Wenner, who also is vice president for clinical applications design at Primetime Medical Software, the Columbia, S.C.,based creator of an automated patient-information collector, says ePSS ignores the reality of office workflow. "You have to make a tool that will function in a noninvasive way for the provider," he contends.
According to Wenner, a physician would have to see the patient and review vitals, complaints, and diagnoses before consulting the database.
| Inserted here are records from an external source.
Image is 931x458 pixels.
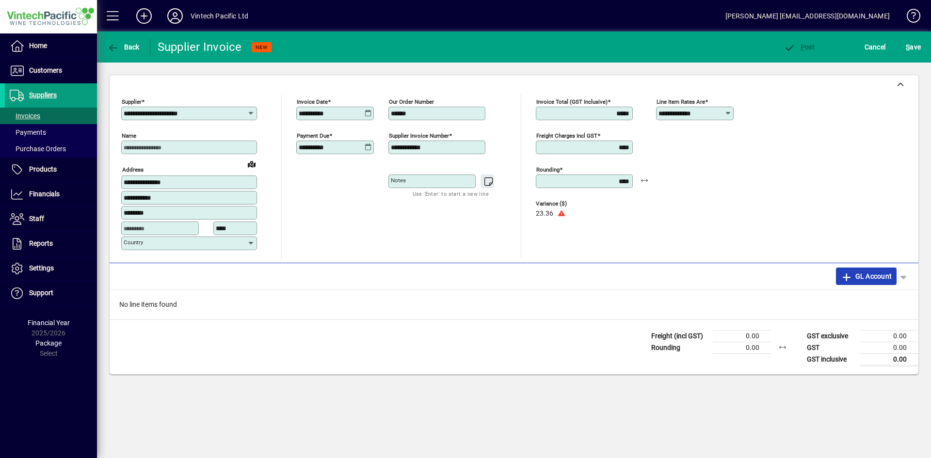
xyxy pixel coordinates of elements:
td: 0.00 [713,330,771,342]
button: Post [781,38,818,56]
span: Purchase Orders [10,145,66,153]
button: GL Account [836,268,897,285]
div: No line items found [110,290,918,320]
span: ave [906,39,921,55]
td: 0.00 [860,330,918,342]
a: Reports [5,232,97,256]
td: Rounding [646,342,713,354]
button: Save [903,38,923,56]
a: Knowledge Base [900,2,919,33]
span: Support [29,289,53,297]
span: Financials [29,190,60,198]
td: GST [802,342,860,354]
td: 0.00 [713,342,771,354]
button: Profile [160,7,191,25]
a: Invoices [5,108,97,124]
div: Supplier Invoice [158,39,242,55]
mat-hint: Use 'Enter' to start a new line [413,188,489,199]
span: Reports [29,240,53,247]
a: Payments [5,124,97,141]
span: Suppliers [29,91,57,99]
mat-label: Line item rates are [657,98,705,105]
mat-label: Country [124,239,143,246]
td: 0.00 [860,342,918,354]
mat-label: Freight charges incl GST [536,132,597,139]
a: Staff [5,207,97,231]
button: Cancel [862,38,888,56]
a: Financials [5,182,97,207]
span: Financial Year [28,319,70,327]
span: P [801,43,805,51]
mat-label: Supplier [122,98,142,105]
span: 23.36 [536,210,553,218]
mat-label: Name [122,132,136,139]
mat-label: Our order number [389,98,434,105]
mat-label: Rounding [536,166,560,173]
span: Payments [10,129,46,136]
button: Add [129,7,160,25]
td: GST inclusive [802,354,860,366]
span: S [906,43,910,51]
span: Invoices [10,112,40,120]
span: Settings [29,264,54,272]
span: Cancel [865,39,886,55]
mat-label: Invoice date [297,98,328,105]
span: Staff [29,215,44,223]
a: Support [5,281,97,305]
div: Vintech Pacific Ltd [191,8,248,24]
td: 0.00 [860,354,918,366]
a: Settings [5,257,97,281]
a: Customers [5,59,97,83]
span: Package [35,339,62,347]
span: GL Account [841,269,892,284]
a: Home [5,34,97,58]
mat-label: Notes [391,177,406,184]
a: View on map [244,156,259,172]
app-page-header-button: Back [97,38,150,56]
span: Customers [29,66,62,74]
span: Back [107,43,140,51]
span: Products [29,165,57,173]
a: Products [5,158,97,182]
mat-label: Supplier invoice number [389,132,449,139]
td: GST exclusive [802,330,860,342]
mat-label: Invoice Total (GST inclusive) [536,98,608,105]
span: ost [784,43,815,51]
span: NEW [256,44,268,50]
mat-label: Payment due [297,132,329,139]
button: Back [105,38,142,56]
a: Purchase Orders [5,141,97,157]
div: [PERSON_NAME] [EMAIL_ADDRESS][DOMAIN_NAME] [725,8,890,24]
span: Variance ($) [536,201,594,207]
td: Freight (incl GST) [646,330,713,342]
span: Home [29,42,47,49]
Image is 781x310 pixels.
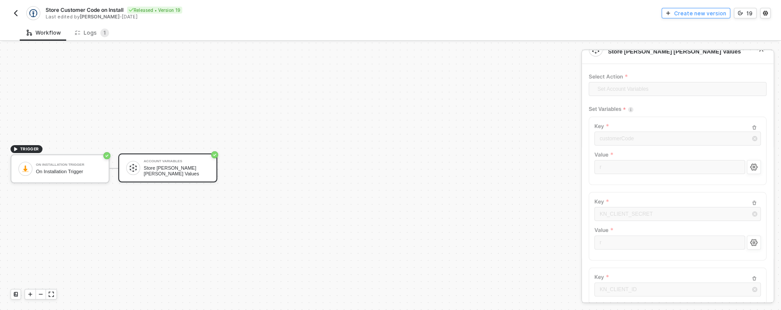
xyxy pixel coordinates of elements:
[80,14,120,20] span: [PERSON_NAME]
[734,8,757,18] button: 19
[13,146,18,152] span: icon-play
[21,165,29,173] img: icon
[103,152,110,159] span: icon-success-page
[28,291,33,297] span: icon-play
[144,165,210,176] div: Store [PERSON_NAME] [PERSON_NAME] Values
[20,146,39,153] span: TRIGGER
[38,291,43,297] span: icon-minus
[12,10,19,17] img: back
[750,239,758,246] span: icon-settings
[103,29,106,36] span: 1
[763,11,768,16] span: icon-settings
[595,273,761,281] label: Key
[127,7,182,14] div: Released • Version 19
[666,11,671,16] span: icon-play
[662,8,731,18] button: Create new version
[46,6,124,14] span: Store Customer Code on Install
[629,107,634,112] img: icon-info
[144,160,210,163] div: Account Variables
[49,291,54,297] span: icon-expand
[595,151,761,158] label: Value
[46,14,390,20] div: Last edited by - [DATE]
[29,9,37,17] img: integration-icon
[675,10,727,17] div: Create new version
[100,28,109,37] sup: 1
[738,11,743,16] span: icon-versioning
[595,198,761,205] label: Key
[11,8,21,18] button: back
[598,82,762,96] span: Set Account Variables
[211,151,218,158] span: icon-success-page
[36,163,102,167] div: On Installation Trigger
[595,122,761,130] label: Key
[589,104,626,115] span: Set Variables
[608,48,745,56] div: Store [PERSON_NAME] [PERSON_NAME] Values
[747,10,753,17] div: 19
[36,169,102,174] div: On Installation Trigger
[595,302,761,309] label: Value
[129,164,137,172] img: icon
[27,29,61,36] div: Workflow
[589,73,767,80] label: Select Action
[75,28,109,37] div: Logs
[595,226,761,234] label: Value
[750,163,758,170] span: icon-settings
At that point, calling a nurse in to deliver previously unscheduled preventive services is impractical. "The nurse is already working on the next patient," Wenner says.
"Unless you give the data to the provider before they use it, it's worthless," he adds.
The other problem is that fee-for-service health plans will not reimburse for a preventive examination on top of a sick visit. "Nobody pays for prevention," Wenner says. "That's why prevention is so poor."
He suggests that this system might work in a capitated health care environment, where providers are reimbursed on a per member basis.
Barton says that AHRQ thoroughly tested the system before its October launch. "We had primary care clinicians in various types of settings participate in Web-enabled user protocols," Barton says. This allowed AHRQ personnel to watch the testing remotely and respond to participants' concerns.
According to Barton, there were "hundreds of downloads" during the first 3 weeks ePSS was available, but AHRQ has no way of tracking how and if physicians actually use the system in practice.
"Early adopters might be residency programs," Barton says.